**WORK TASK**
Please set the lines down again exactly, from the top of the entries through the line that contains "Task: Click on the tab-3: メルカリの出品ってどうやるの？初…".

Segment Start: PROVIDED RECORDS

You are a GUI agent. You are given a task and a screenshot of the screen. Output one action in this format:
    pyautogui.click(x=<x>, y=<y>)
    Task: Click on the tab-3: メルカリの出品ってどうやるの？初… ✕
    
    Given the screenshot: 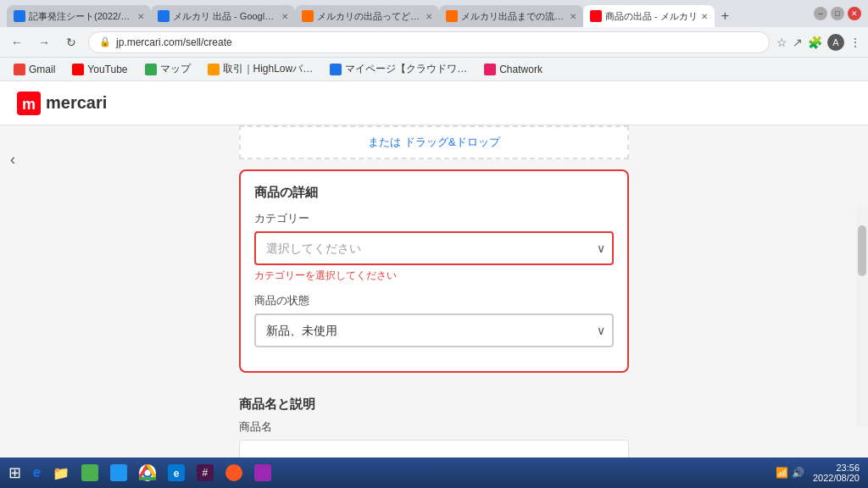 What is the action you would take?
    pyautogui.click(x=367, y=16)
    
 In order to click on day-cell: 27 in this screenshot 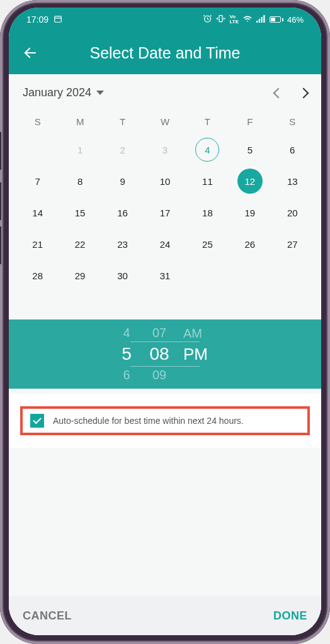, I will do `click(292, 244)`.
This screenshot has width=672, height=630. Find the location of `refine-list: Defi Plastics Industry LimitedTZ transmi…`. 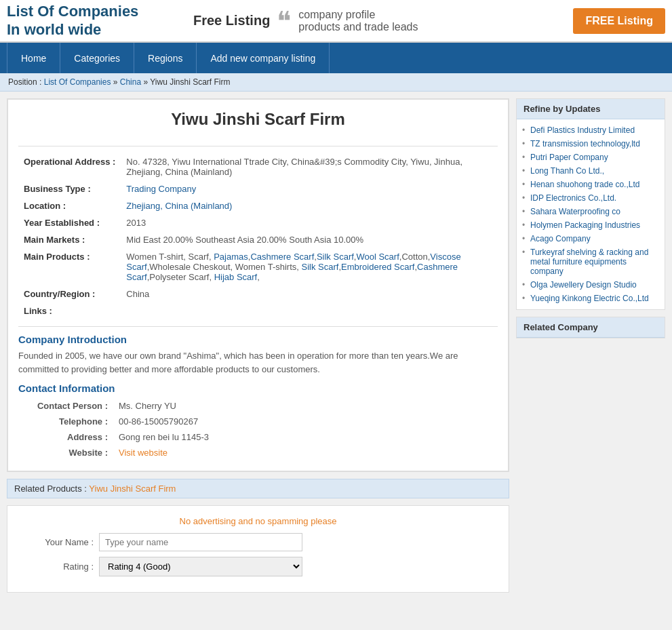

refine-list: Defi Plastics Industry LimitedTZ transmi… is located at coordinates (591, 214).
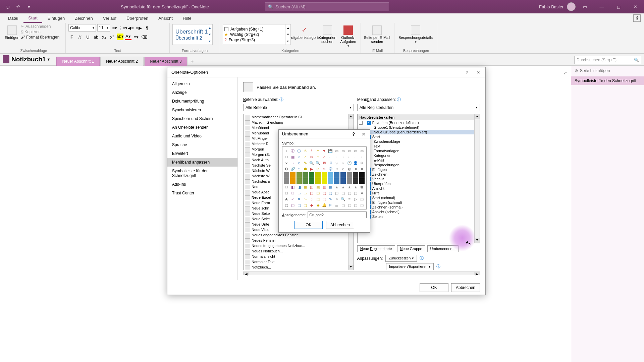 The image size is (644, 362). I want to click on find-tags-button: Kategorien suchen, so click(327, 34).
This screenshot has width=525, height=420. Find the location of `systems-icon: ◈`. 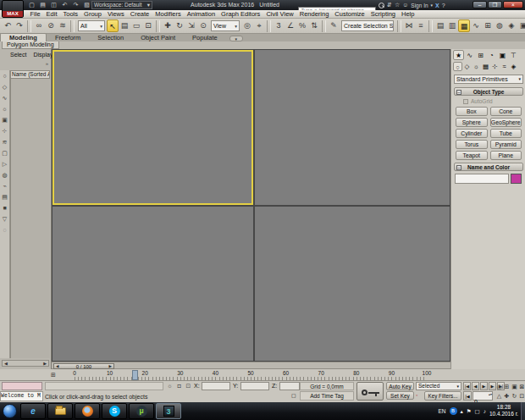

systems-icon: ◈ is located at coordinates (513, 66).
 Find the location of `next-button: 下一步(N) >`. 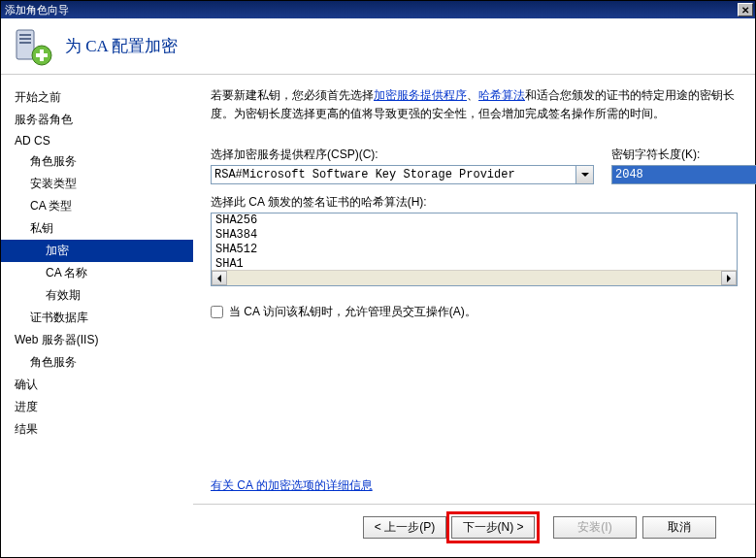

next-button: 下一步(N) > is located at coordinates (493, 528).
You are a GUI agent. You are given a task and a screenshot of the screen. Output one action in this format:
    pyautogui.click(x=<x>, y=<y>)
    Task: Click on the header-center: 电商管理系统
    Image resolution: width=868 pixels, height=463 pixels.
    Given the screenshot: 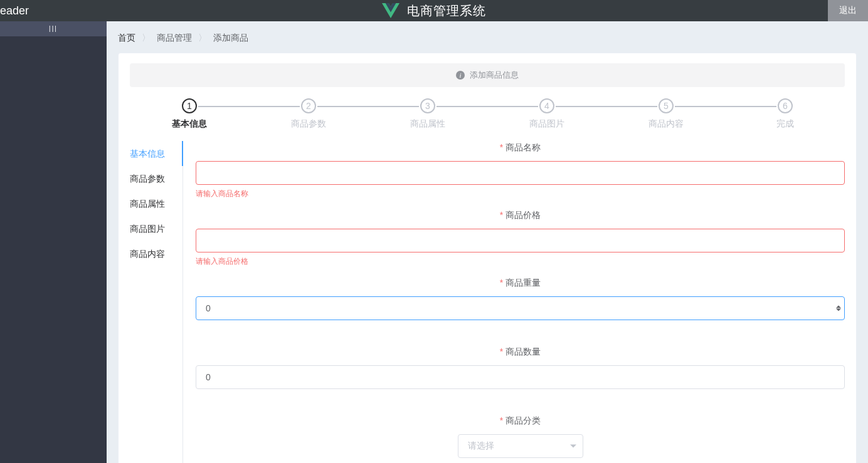 What is the action you would take?
    pyautogui.click(x=434, y=11)
    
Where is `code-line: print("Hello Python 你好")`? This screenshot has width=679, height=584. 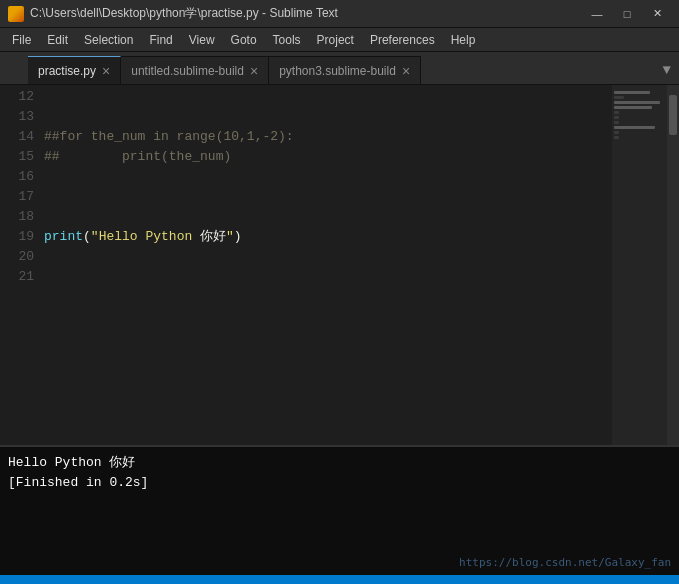
code-line: print("Hello Python 你好") is located at coordinates (328, 237).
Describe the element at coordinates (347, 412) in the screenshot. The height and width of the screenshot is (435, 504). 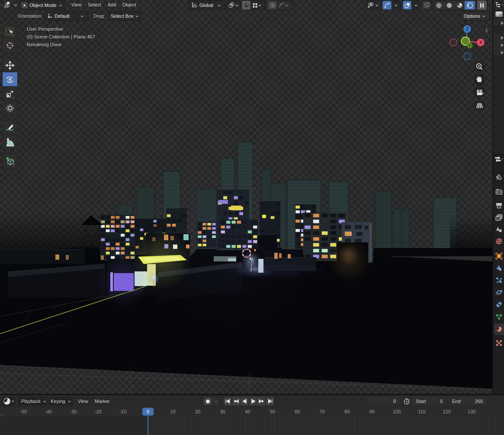
I see `svg-text: 80` at that location.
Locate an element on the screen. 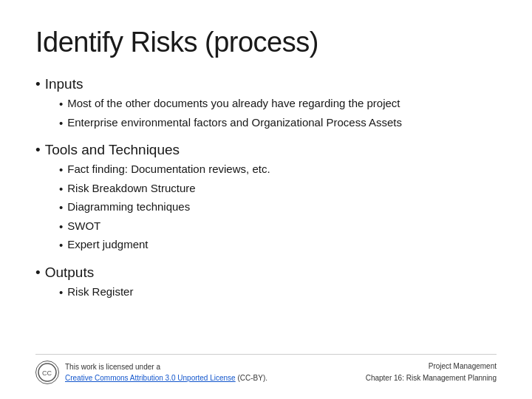 The width and height of the screenshot is (532, 399). section-outputs: • Outputs • Risk Register is located at coordinates (266, 283).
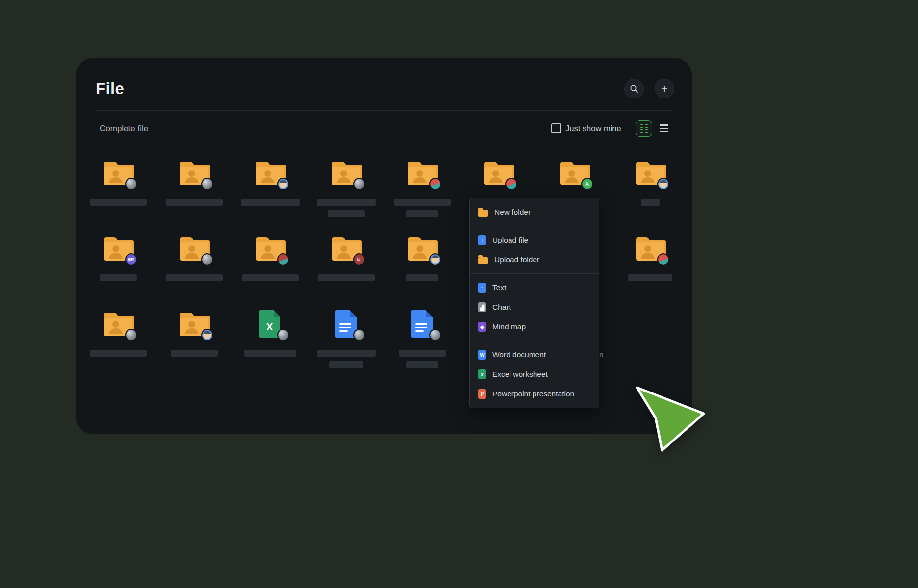  I want to click on plus-icon: +, so click(664, 89).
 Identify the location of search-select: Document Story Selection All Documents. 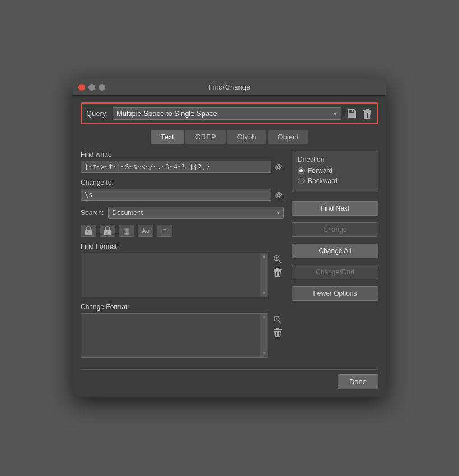
(196, 213).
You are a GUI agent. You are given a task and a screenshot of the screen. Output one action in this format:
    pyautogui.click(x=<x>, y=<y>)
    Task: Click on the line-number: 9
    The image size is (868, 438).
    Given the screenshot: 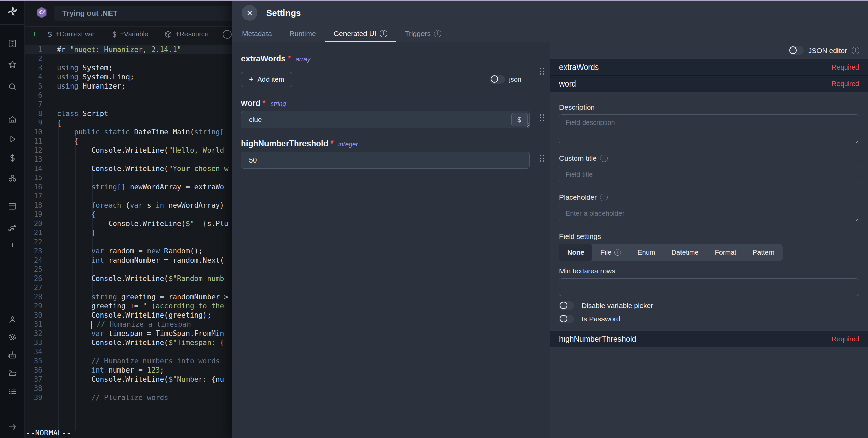 What is the action you would take?
    pyautogui.click(x=34, y=123)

Segment End: PROVIDED RECORDS

**RESPONSE TO THIS EXERCISE**
You are a GUI agent. You are given a task and a screenshot of the screen. Output one action in this format:
    pyautogui.click(x=<x>, y=<y>)
    Task: Click on the tab-3: メルカリの出品ってどうやるの？初… ✕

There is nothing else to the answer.